Mouse and keyboard input

Input handling in glooey is built on the pyglet event framework. You can read all about this framework here, but the basic idea is that events are triggered when input occurs, and your code can react to these events however it likes. Glooey works the same way, but events are triggered by every widget that’s affected by the input in question. Another way to say this is that every widget is an EventDispatcher. So while pyglet lets you react when the mouse is clicked, glooey lets you react when the mouse is clicked on a particular widget.

The following sections will describe the user-input-related events that widgets can trigger, but the first thing to know is how to react to an event. You do this by attaching a handler (which is a function with the same name and signature as the event) to a widget. There are two prominent ways to do this. The first is to use the event() decorator:

@widget.event
def on_click(widget):
   print(f"{widget} was clicked!")

The second is to use the push_handlers() method:

def on_click(widget):
   print(f"{widget} was clicked!")
widget.push_handlers(on_click)

Handlers that have been pushed can also be popped, which is sometimes useful:

widget.pop_handlers()

Mouse input

Every widget can dispatch the following events in response to mouse input:

on_click(widget)

Triggered when the user clicks on a widget. This is pretty similar to on_mouse_release(), but there are a few differences. First, a widget cannot be clicked if it’s not “enabled”, i.e. via enable() and disable(). (You can think of a disabled widget as being “greyed-out”, although it’s up to the widget itself to actually change it’s appearance when it’s been disabled.) Second, a widget cannot be clicked if the click didn’t begin within the widget. In other words, if you were to drag the mouse over a widget and then release it, that would not be a click.

on_double_click(widget)

Triggered when the user clicks the same widget twice within 500 ms. The second click triggers both on_click() and on_double_click() events.

on_rollover(widget, current_state, previous_state)

Triggered whenever a widget’s rollover state changes. There are three possible states: ‘base’ (the mouse is not interacting with the widget), ‘over’ (the mouse is currently hovering over the widget), and ‘down’ (the mouse is in the middle of clicking on the widget).

on_mouse_press(x, y, button, modifiers)

Triggered when the mouse is pressed while over a widget.

on_mouse_release(x, y, button, modifiers)

Triggered when the mouse is released while over a widget.

on_mouse_hold(dt)

Triggered 60 times a second whenever the mouse is being pressed on a widget (if the press began on the widget). The dt argument gives the amount of time that passed between triggers.

on_mouse_motion(x, y, dx, dy)

Triggered when the mouse moves around inside a widget.

on_mouse_enter(x, y)

Triggered when the mouse moves into a widget. Note that pyglet only uses this event to indicate when the mouse enters the window, so in this sense glooey treats each widget like its own window.

on_mouse_leave(x, y)

Triggered when the mouse moves out of a widget. Note that pyglet only uses this event to indicate when the mouse leaves the window, so in this sense glooey treats each widget like its own window.

on_mouse_drag(x, y, dx, dy, buttons, modifiers)

Triggered when the mouse is dragged around inside a widget.

on_mouse_drag_enter(x, y)

Triggered when the mouse is dragged into a widget. Note that pyglet only uses this event to indicate when the mouse leaves the window, so in this sense glooey treats each widget like its own window.

on_mouse_drag_leave(x, y)

Triggered when the mouse is dragged out of a widget. Note that pyglet only uses this event to indicate when the mouse leaves the window, so in this sense glooey treats each widget like its own window.

on_mouse_scroll(x, y, scroll_x, scroll_y)

Triggered when the scroll wheel is turned while the mouse is over a widget.

In addition to the above events that can be triggered by any widget, the following events can be triggered only by certain widgets:

on_toggle(widget)

Triggered by Checkbox and RadioButton when the state of the button is changed. This can happen programmatically, but usually happens because the user clicked on it.

on_mouse_pan(direction, dt)

Triggered by PanningGui when the mouse is at the edge of the screen. The Viewport widget can listen for these events and use them to pan around a larger widget, so together these widgets are useful for making fullscreen games.

Keyboard input

This section should really be empty; glooey doesn’t affect how keyboard events are handled at all. If you want to react to keyboard input (e.g. to make a hotkey), just attach a on_key_press and/or on_key_release handlers to the window just like you would in any pyglet program. Certain widgets (like Form) do interact with the keyboard, but they do so by directly interacting with the window themselves, and they don’t re-dispatch keyboard related events.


Task objective – Repeat the entries exactly, keeping every line as it is.

Record extracts –
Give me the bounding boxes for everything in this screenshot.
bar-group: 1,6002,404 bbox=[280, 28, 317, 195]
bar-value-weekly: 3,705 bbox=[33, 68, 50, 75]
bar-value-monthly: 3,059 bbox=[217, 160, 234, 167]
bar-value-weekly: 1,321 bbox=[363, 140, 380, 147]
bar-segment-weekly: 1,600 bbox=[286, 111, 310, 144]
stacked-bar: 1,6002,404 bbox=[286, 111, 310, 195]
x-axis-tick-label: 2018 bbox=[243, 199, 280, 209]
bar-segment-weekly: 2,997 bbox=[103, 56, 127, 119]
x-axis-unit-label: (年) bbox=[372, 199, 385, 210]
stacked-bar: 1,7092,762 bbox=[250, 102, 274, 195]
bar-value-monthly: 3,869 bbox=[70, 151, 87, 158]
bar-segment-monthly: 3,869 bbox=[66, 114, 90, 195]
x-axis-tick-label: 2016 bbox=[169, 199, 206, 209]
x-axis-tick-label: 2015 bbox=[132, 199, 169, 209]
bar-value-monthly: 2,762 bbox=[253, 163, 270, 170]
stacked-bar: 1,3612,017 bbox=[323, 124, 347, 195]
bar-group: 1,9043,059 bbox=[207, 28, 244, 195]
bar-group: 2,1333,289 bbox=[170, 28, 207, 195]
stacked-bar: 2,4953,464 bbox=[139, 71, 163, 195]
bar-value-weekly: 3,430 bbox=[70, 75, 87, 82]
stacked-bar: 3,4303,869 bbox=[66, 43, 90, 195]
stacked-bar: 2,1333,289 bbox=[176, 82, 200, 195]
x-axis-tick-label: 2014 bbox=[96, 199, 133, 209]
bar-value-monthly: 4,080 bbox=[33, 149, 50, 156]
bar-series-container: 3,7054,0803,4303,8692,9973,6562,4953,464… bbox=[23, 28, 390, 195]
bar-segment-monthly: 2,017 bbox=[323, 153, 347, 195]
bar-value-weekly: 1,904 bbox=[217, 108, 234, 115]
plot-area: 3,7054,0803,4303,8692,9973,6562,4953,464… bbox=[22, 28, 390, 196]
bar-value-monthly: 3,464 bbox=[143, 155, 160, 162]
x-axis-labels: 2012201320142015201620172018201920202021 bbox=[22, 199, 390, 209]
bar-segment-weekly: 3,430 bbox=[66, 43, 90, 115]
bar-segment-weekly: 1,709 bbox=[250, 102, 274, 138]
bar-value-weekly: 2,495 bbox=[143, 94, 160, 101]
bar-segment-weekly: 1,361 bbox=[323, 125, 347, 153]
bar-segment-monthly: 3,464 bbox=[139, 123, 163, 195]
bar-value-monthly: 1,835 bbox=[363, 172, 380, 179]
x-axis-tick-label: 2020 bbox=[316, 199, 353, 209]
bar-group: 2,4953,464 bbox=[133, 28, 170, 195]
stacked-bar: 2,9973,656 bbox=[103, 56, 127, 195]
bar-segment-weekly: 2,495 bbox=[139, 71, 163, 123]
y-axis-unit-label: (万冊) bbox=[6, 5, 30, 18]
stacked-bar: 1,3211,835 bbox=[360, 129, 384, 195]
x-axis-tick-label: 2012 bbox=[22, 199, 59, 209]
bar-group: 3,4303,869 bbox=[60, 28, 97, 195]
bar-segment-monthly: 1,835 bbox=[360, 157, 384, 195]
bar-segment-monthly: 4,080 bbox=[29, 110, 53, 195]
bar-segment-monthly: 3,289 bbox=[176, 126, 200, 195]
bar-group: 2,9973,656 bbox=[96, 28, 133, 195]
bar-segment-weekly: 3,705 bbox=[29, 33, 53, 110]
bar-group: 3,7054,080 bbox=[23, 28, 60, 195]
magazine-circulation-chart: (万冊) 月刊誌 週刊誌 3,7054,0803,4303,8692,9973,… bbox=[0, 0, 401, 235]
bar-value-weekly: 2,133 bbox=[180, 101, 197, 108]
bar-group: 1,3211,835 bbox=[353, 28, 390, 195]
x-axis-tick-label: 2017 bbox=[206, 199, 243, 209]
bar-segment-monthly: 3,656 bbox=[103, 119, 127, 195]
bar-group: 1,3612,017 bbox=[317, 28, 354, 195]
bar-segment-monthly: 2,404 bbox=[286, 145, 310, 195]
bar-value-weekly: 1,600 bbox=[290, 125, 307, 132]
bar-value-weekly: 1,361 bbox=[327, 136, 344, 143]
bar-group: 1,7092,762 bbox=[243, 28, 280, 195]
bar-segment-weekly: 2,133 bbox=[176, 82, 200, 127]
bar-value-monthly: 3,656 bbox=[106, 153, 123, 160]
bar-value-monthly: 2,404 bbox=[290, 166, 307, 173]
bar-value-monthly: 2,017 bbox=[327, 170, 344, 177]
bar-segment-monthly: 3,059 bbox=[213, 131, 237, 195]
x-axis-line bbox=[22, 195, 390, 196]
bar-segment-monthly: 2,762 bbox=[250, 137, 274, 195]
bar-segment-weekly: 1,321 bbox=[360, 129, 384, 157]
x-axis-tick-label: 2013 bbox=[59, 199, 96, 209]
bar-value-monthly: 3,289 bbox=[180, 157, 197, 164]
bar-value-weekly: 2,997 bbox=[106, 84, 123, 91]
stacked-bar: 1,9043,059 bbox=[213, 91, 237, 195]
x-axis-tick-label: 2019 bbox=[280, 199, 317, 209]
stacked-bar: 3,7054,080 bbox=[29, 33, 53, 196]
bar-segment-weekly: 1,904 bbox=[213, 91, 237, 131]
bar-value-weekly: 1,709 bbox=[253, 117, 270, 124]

Task answer –
Give me the bounding boxes for everything in this screenshot.
bar-group: 1,6002,404 bbox=[280, 28, 317, 195]
bar-value-weekly: 3,705 bbox=[33, 68, 50, 75]
bar-value-monthly: 3,059 bbox=[217, 160, 234, 167]
bar-value-weekly: 1,321 bbox=[363, 140, 380, 147]
bar-segment-weekly: 1,600 bbox=[286, 111, 310, 144]
stacked-bar: 1,6002,404 bbox=[286, 111, 310, 195]
x-axis-tick-label: 2018 bbox=[243, 199, 280, 209]
bar-segment-weekly: 2,997 bbox=[103, 56, 127, 119]
x-axis-unit-label: (年) bbox=[372, 199, 385, 210]
stacked-bar: 1,7092,762 bbox=[250, 102, 274, 195]
bar-value-monthly: 3,869 bbox=[70, 151, 87, 158]
bar-segment-monthly: 3,869 bbox=[66, 114, 90, 195]
x-axis-tick-label: 2016 bbox=[169, 199, 206, 209]
x-axis-tick-label: 2015 bbox=[132, 199, 169, 209]
bar-value-monthly: 2,762 bbox=[253, 163, 270, 170]
stacked-bar: 1,3612,017 bbox=[323, 124, 347, 195]
bar-group: 1,9043,059 bbox=[207, 28, 244, 195]
bar-group: 2,1333,289 bbox=[170, 28, 207, 195]
stacked-bar: 2,4953,464 bbox=[139, 71, 163, 195]
bar-value-weekly: 3,430 bbox=[70, 75, 87, 82]
stacked-bar: 3,4303,869 bbox=[66, 43, 90, 195]
stacked-bar: 2,1333,289 bbox=[176, 82, 200, 195]
x-axis-tick-label: 2014 bbox=[96, 199, 133, 209]
bar-value-monthly: 4,080 bbox=[33, 149, 50, 156]
bar-series-container: 3,7054,0803,4303,8692,9973,6562,4953,464… bbox=[23, 28, 390, 195]
bar-segment-monthly: 2,017 bbox=[323, 153, 347, 195]
bar-value-weekly: 1,904 bbox=[217, 108, 234, 115]
plot-area: 3,7054,0803,4303,8692,9973,6562,4953,464… bbox=[22, 28, 390, 196]
bar-value-monthly: 3,464 bbox=[143, 155, 160, 162]
x-axis-labels: 2012201320142015201620172018201920202021 bbox=[22, 199, 390, 209]
bar-segment-weekly: 3,430 bbox=[66, 43, 90, 115]
bar-segment-weekly: 1,709 bbox=[250, 102, 274, 138]
bar-value-weekly: 2,495 bbox=[143, 94, 160, 101]
bar-segment-weekly: 1,361 bbox=[323, 125, 347, 153]
bar-segment-monthly: 3,464 bbox=[139, 123, 163, 195]
bar-value-monthly: 1,835 bbox=[363, 172, 380, 179]
x-axis-tick-label: 2020 bbox=[316, 199, 353, 209]
bar-group: 2,4953,464 bbox=[133, 28, 170, 195]
stacked-bar: 2,9973,656 bbox=[103, 56, 127, 195]
bar-segment-weekly: 2,495 bbox=[139, 71, 163, 123]
y-axis-unit-label: (万冊) bbox=[6, 5, 30, 18]
stacked-bar: 1,3211,835 bbox=[360, 129, 384, 195]
x-axis-tick-label: 2012 bbox=[22, 199, 59, 209]
bar-group: 3,4303,869 bbox=[60, 28, 97, 195]
bar-segment-monthly: 1,835 bbox=[360, 157, 384, 195]
bar-segment-monthly: 4,080 bbox=[29, 110, 53, 195]
bar-segment-monthly: 3,289 bbox=[176, 126, 200, 195]
bar-group: 2,9973,656 bbox=[96, 28, 133, 195]
bar-segment-weekly: 3,705 bbox=[29, 33, 53, 110]
bar-group: 3,7054,080 bbox=[23, 28, 60, 195]
magazine-circulation-chart: (万冊) 月刊誌 週刊誌 3,7054,0803,4303,8692,9973,… bbox=[0, 0, 401, 235]
bar-value-weekly: 2,133 bbox=[180, 101, 197, 108]
bar-group: 1,3211,835 bbox=[353, 28, 390, 195]
x-axis-tick-label: 2017 bbox=[206, 199, 243, 209]
bar-segment-monthly: 3,656 bbox=[103, 119, 127, 195]
bar-group: 1,3612,017 bbox=[317, 28, 354, 195]
bar-segment-monthly: 2,404 bbox=[286, 145, 310, 195]
bar-value-weekly: 1,600 bbox=[290, 125, 307, 132]
bar-value-weekly: 1,361 bbox=[327, 136, 344, 143]
bar-group: 1,7092,762 bbox=[243, 28, 280, 195]
bar-segment-weekly: 2,133 bbox=[176, 82, 200, 127]
bar-value-monthly: 3,656 bbox=[106, 153, 123, 160]
bar-value-monthly: 2,404 bbox=[290, 166, 307, 173]
bar-value-monthly: 2,017 bbox=[327, 170, 344, 177]
bar-segment-monthly: 3,059 bbox=[213, 131, 237, 195]
x-axis-line bbox=[22, 195, 390, 196]
bar-segment-monthly: 2,762 bbox=[250, 137, 274, 195]
bar-segment-weekly: 1,321 bbox=[360, 129, 384, 157]
x-axis-tick-label: 2013 bbox=[59, 199, 96, 209]
bar-value-monthly: 3,289 bbox=[180, 157, 197, 164]
bar-value-weekly: 2,997 bbox=[106, 84, 123, 91]
stacked-bar: 1,9043,059 bbox=[213, 91, 237, 195]
x-axis-tick-label: 2019 bbox=[280, 199, 317, 209]
stacked-bar: 3,7054,080 bbox=[29, 33, 53, 196]
bar-segment-weekly: 1,904 bbox=[213, 91, 237, 131]
bar-value-weekly: 1,709 bbox=[253, 117, 270, 124]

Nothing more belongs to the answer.